Exhibitions
Robert Jones 'Remembered Places'
Private View: Friday 19th November, 17:30 – 19:30 All welcome! Solo exhibition of paintings: Robert Jones ‘Remembered Places’
Private View: Friday 19th November, 17:30 – 19:30 All welcome!
'Remembered Places'
20th November 2021 - 29th December 2021
“In this exhibition I revisit subjects, themes and places that have meaning for me. The sea and weather are constant themes but I also make paintings of trees, birds and animals that have caught my eye in the landscape at home or during travels abroad.
I still live on the north coast of Cornwall where I was born and grew up. When I paint the sea it is the Atlantic; the impressions I’ve had since childhood are part of my life. As children we had extraordinary freedom to roam – the freedom to drown ourselves in the sea – almost; to fall to our deaths from cliffs – almost. At an early age I understood how weather and tides affect the sea. These early experiences are important and formative.
In the 1970s I spent seven years as the skipper of inshore commercial fishing boats, fishing from Hayle for lobsters and crab in summer and mackerel from Newlyn or Falmouth in winter. This experience has informed my paintings as well as my writing on Alfred Wallis whose paintings contain the historical, geographical and nautical information that I recognised and understood.
For me, if paintings are any good they work on many levels. I am conscious of the stuff of paint and the surface of the painting that often results from working and reworking. Of course, there is also the awareness of colour and tone and the moods they evoke.
Scale and proportion, intervals and relationships are the architecture of the painting so playing with positive and negative shapes is a sort of game, almost like playing chess against myself.
Painting is also about finding one’s own personal space and depth within the painting. I like it in that other world “inside the painting”, lost in my imagination – moving things around, making some things lighter and others darker. Some things can only be said in paint but most of all I hope to convey a feeling of life, energy and wit and perhaps create something that will endure.”
– Robert Jones
'Remembered Places'
20th November 2021 - 29th December 2021
“In this exhibition I revisit subjects, themes and places that have meaning for me. The sea and weather are constant themes but I also make paintings of trees, birds and animals that have caught my eye in the landscape at home or during travels abroad.
I still live on the north coast of Cornwall where I was born and grew up. When I paint the sea it is the Atlantic; the impressions I’ve had since childhood are part of my life. As children we had extraordinary freedom to roam – the freedom to drown ourselves in the sea – almost; to fall to our deaths from cliffs – almost. At an early age I understood how weather and tides affect the sea. These early experiences are important and formative.
In the 1970s I spent seven years as the skipper of inshore commercial fishing boats, fishing from Hayle for lobsters and crab in summer and mackerel from Newlyn or Falmouth in winter. This experience has informed my paintings as well as my writing on Alfred Wallis whose paintings contain the historical, geographical and nautical information that I recognised and understood.
For me, if paintings are any good they work on many levels. I am conscious of the stuff of paint and the surface of the painting that often results from working and reworking. Of course, there is also the awareness of colour and tone and the moods they evoke.
Scale and proportion, intervals and relationships are the architecture of the painting so playing with positive and negative shapes is a sort of game, almost like playing chess against myself.
Painting is also about finding one’s own personal space and depth within the painting. I like it in that other world “inside the painting”, lost in my imagination – moving things around, making some things lighter and others darker. Some things can only be said in paint but most of all I hope to convey a feeling of life, energy and wit and perhaps create something that will endure.”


• **EXERCISE**: Once you find the line below that contains "Find the location", write it out along with every later line exactly as given, stopping only when the records end. Omit the pictures.

[MATERIAL TO PROCESS — start]

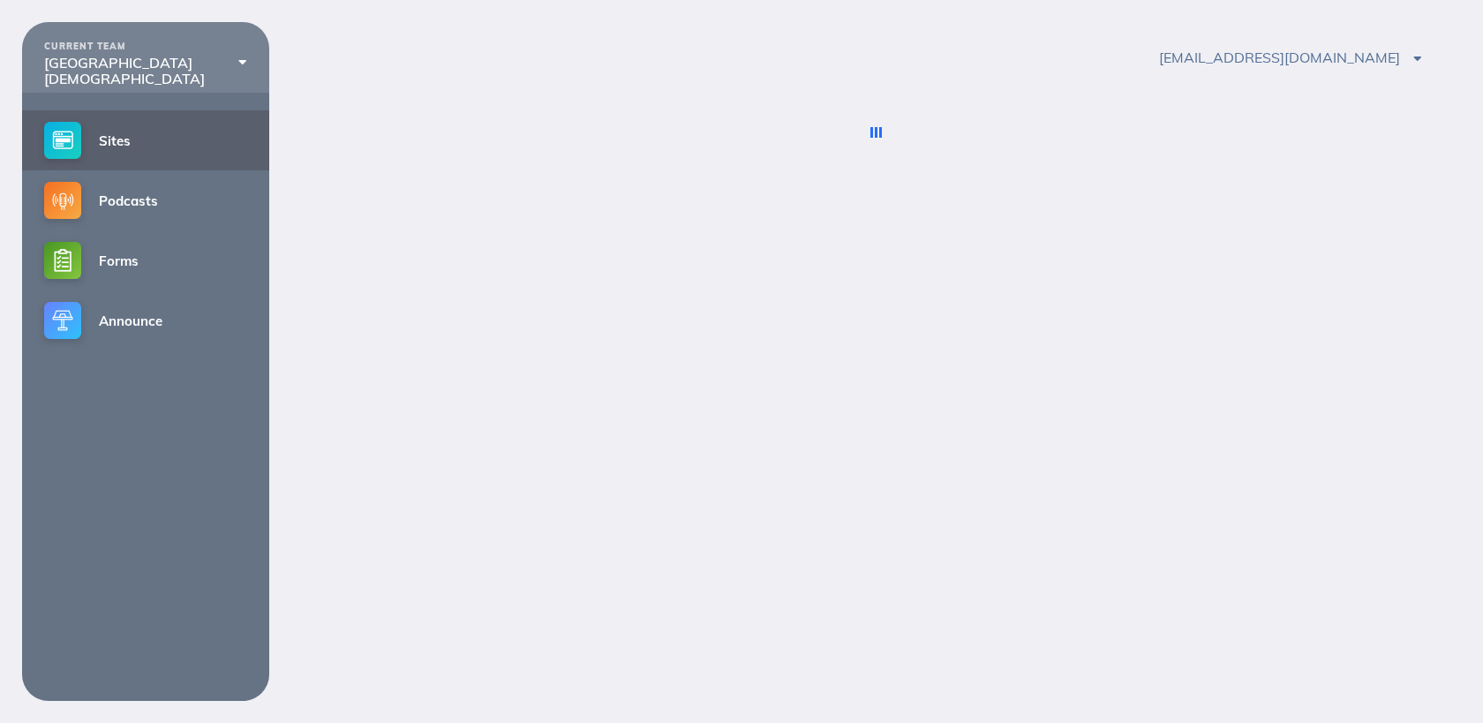 The image size is (1483, 723). I want to click on img: sites-small@2x.png, so click(63, 140).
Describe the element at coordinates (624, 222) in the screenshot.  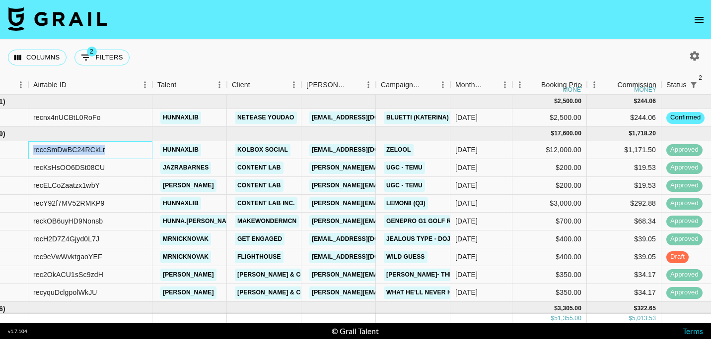
I see `div: $68.34` at that location.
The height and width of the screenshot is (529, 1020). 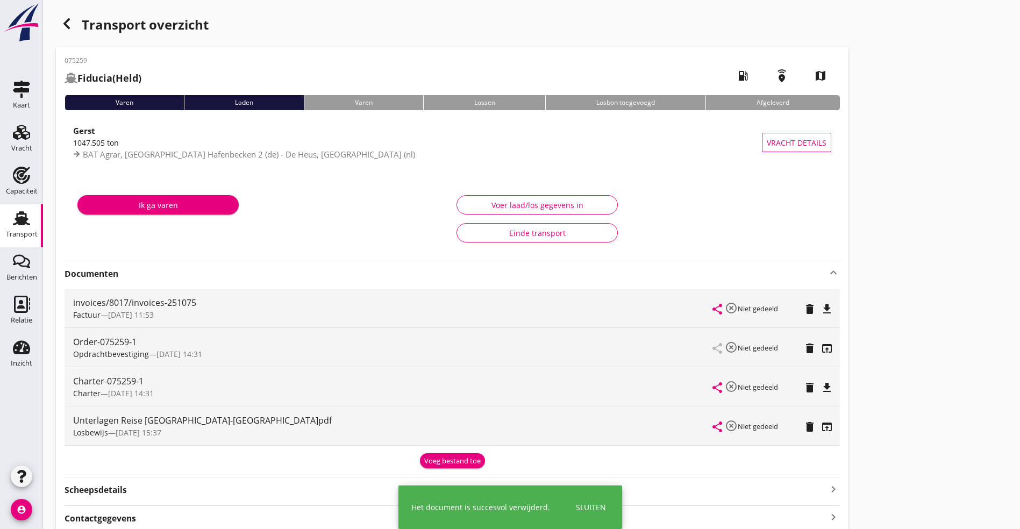 What do you see at coordinates (821, 76) in the screenshot?
I see `i: map` at bounding box center [821, 76].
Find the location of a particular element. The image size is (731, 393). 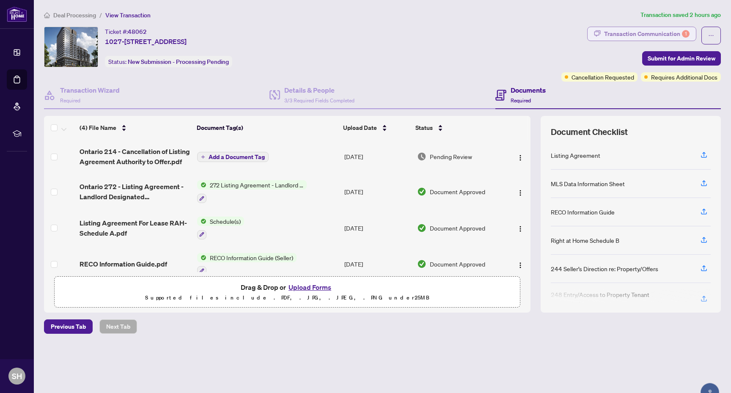

button: Next Tab is located at coordinates (118, 327).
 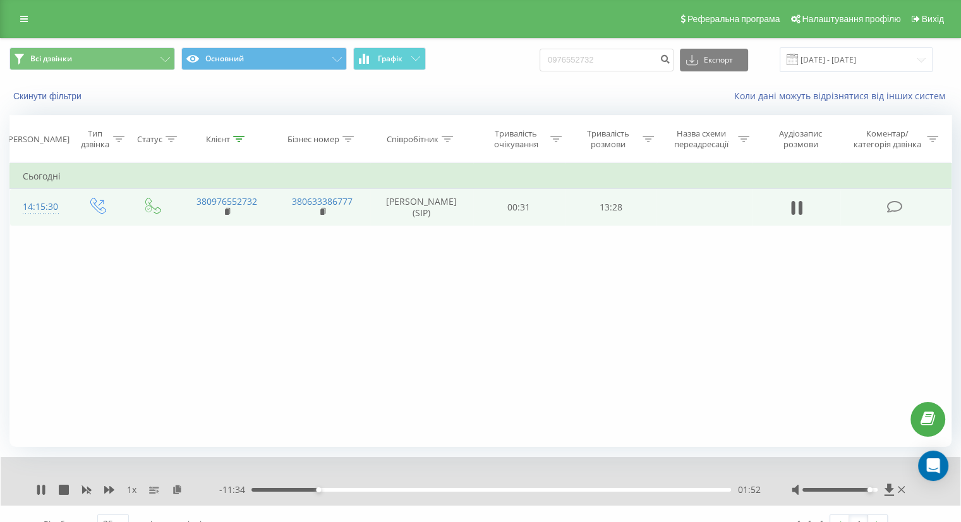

[MATERIAL TO PROCESS — finish]

• **RESPONSE TO THIS TASK**:
Find the location of a particular element. The image size is (731, 393). 

button: Next Tab is located at coordinates (118, 327).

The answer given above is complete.